For your perusal this week:
Long Gone by Alafair Burke, Harper, out June 19
Second Acts: Confessions of a Former Victim and Current Survivor
“3:14 IN THE MORNING”
It has been twenty years, but at three-fourteen this morning I screamed in my sleep. I probably would not have known I had screamed were it not for the nudge from my husband—my patient, sleep-starved husband, who suspects but can never really know the reasons for his wife’s night terrors, because his wife has never truly explained them.
I could see the uncertainty coloring his face this morning as he sipped his coffee, already going cold, while I poured a fresh cup for myself at the counter, carrying the carafe to the breakfast table to top off his cup. Not uncertainty about my reasons for screaming—that was ever-present—but uncertainty about whether even to raise the subject. Should I ask her? Are some subjects better left in the subconscious?
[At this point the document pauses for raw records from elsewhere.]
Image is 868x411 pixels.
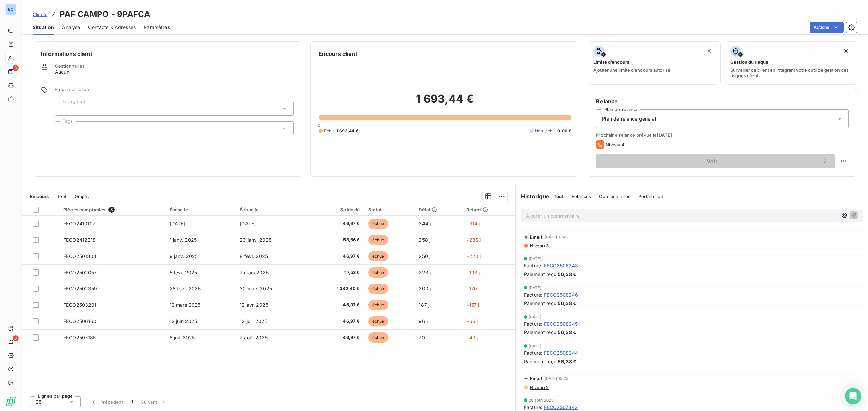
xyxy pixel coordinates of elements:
span: 8 [108,207,115,212]
button: 1 [127,395,137,409]
span: Échu [324,128,334,134]
div: Pièces comptables [63,207,161,212]
span: 223 j [418,269,431,276]
span: [DATE] [529,315,541,319]
span: 187 j [418,302,429,308]
div: Délai [418,207,458,212]
span: Clients [33,12,47,17]
a: Clients [33,11,47,17]
span: Facture : [524,349,543,357]
span: [DATE] [529,344,541,349]
span: 5 févr. 2025 [170,269,197,276]
span: En cours [30,194,49,199]
span: 7 mars 2025 [240,269,268,276]
span: Graphe [74,194,90,199]
span: Propriétés Client [55,87,293,97]
span: Paiement reçu [524,271,557,278]
span: échue [368,219,388,229]
span: Voir [604,158,820,164]
span: 6 [13,335,19,342]
h6: Informations client [41,50,293,58]
input: Ajouter une valeur [60,106,66,112]
span: Prochaine relance prévue le [596,133,849,138]
span: Limite d’encours [593,59,629,65]
span: 12 juin 2025 [170,319,197,324]
button: Actions [810,22,844,33]
div: Retard [466,207,511,212]
span: Email [530,376,543,381]
span: [DATE] 15:25 [544,376,568,380]
span: FECO2410107 [63,221,96,226]
span: FECO2501304 [63,253,97,259]
span: 7 août 2025 [240,335,268,340]
span: [DATE] 11:46 [544,235,568,239]
span: Facture : [524,321,543,328]
span: 13 mars 2025 [170,302,201,308]
span: [DATE] [657,133,672,138]
span: Tout [57,194,67,199]
span: Email [530,235,543,240]
span: +314 j [466,221,480,226]
span: 46,97 € [312,335,360,341]
span: Paiement reçu [524,300,557,307]
span: 56,38 € [558,300,576,307]
span: +66 j [466,319,478,324]
span: 26 août 2025 [529,399,554,403]
span: Niveau 4 [605,142,625,147]
span: Niveau 3 [530,243,548,249]
span: [DATE] [240,221,256,226]
div: Échue le [240,207,304,212]
h6: Relance [596,97,849,106]
span: Commentaires [599,194,630,199]
span: 96 j [418,319,427,324]
span: 46,97 € [312,318,360,325]
span: 56,38 € [558,271,576,278]
span: 1 382,40 € [312,285,360,292]
span: Ajouter une limite d’encours autorisé [593,67,670,73]
span: 30 mars 2025 [240,286,272,292]
span: Gestion du risque [730,59,768,65]
span: 70 j [418,335,427,340]
span: FECO2502057 [63,269,97,276]
span: Situation [33,24,54,31]
span: Gestionnaires [55,63,85,69]
span: 12 juil. 2025 [240,319,267,324]
h6: Encours client [319,50,357,58]
span: 1 janv. 2025 [170,237,197,243]
span: FECO2508244 [544,349,578,357]
div: Solde dû [312,207,360,212]
div: Émise le [170,207,232,212]
button: Limite d’encoursAjouter une limite d’encours autorisé [587,42,720,85]
span: 17,53 € [312,269,360,276]
span: FECO2508245 [544,321,578,328]
span: 200 j [418,286,431,292]
button: Gestion du risqueSurveiller ce client en intégrant votre outil de gestion des risques client. [725,42,857,85]
span: +193 j [466,269,480,276]
span: échue [368,284,388,294]
span: FECO2508243 [544,262,578,269]
span: 12 avr. 2025 [240,302,268,308]
span: Plan de relance général [602,115,656,122]
span: 28 févr. 2025 [170,286,201,292]
span: Portail client [639,194,664,199]
img: Logo LeanPay [6,396,16,407]
div: Statut [368,207,411,212]
span: +236 j [466,237,481,243]
span: Analyse [62,24,80,31]
span: [DATE] [529,257,541,261]
input: Ajouter une valeur [60,126,66,131]
span: [DATE] [170,221,186,226]
span: Paiement reçu [524,329,557,336]
span: Niveau 2 [530,385,548,390]
button: Suivant [137,395,171,409]
span: +170 j [466,286,480,292]
span: FECO2503201 [63,302,97,308]
span: Tout [554,194,564,199]
span: 250 j [418,253,430,259]
span: Relances [572,194,591,199]
span: échue [368,267,388,278]
span: Contacts & Adresses [88,24,136,31]
h3: PAF CAMPO - 9PAFCA [60,8,150,20]
span: FECO2506160 [63,319,97,324]
span: 3 [13,65,19,71]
The Nightmare by Lars Kepler (translated by Laura A. Wideburg), Sarah Crichton Books, July 3
In the light of the long June night, on becalmed waters, a large pleasure craft is discovered adrift on Jungfrufjärden Bay in the southern Stockholm archipelago. The water, a sleepy blue-gray in color, moves as softly as the fog. The old man rowing in his wooden skiff calls out a few times, even though he’s starting to suspect no one is going to answer. He’s been watching the yacht from shore for almost an hour, as it’s been drifting backward, pushed by the lazy current away from land.
The man guides his boat until it bumps against the larger craft. Pulling in his oars and tying up to the swimming platform, he climbs the metal ladder and over the railing. There’s nothing to see on the afterdeck except for a pink recliner. The old man stands still and listens. Hearing nothing, he opens the glass door and steps down into the salon.
Criminal by Karin Slaughter, Delacorte, July 10
August 15, 1974
Lucy Bennett
A cinnamon brown Oldsmobile Cutlass crawled up Edgewood Avenue, the windows lowered, the driver hunched down in his seat. The lights from the console showed narrow, beady eyes tracing along the line of girls standing under the street sign. Jane. Mary. Lydia. The car stopped. Predictably, the man tilted up his chin toward Kitty. She trotted over, adjusting her miniskirt as she navigated her spiked heels across the uneven asphalt. Two weeks ago, when Juice had first brought Kitty onto the corner, she’d told the other girls she was sixteen, which probably meant fifteen, though she looked no older than twelve.
They had all hated her on sight.
Which opener(s) just made you add the book(s) to your TBR pile? (To see past samplers, click here and here.)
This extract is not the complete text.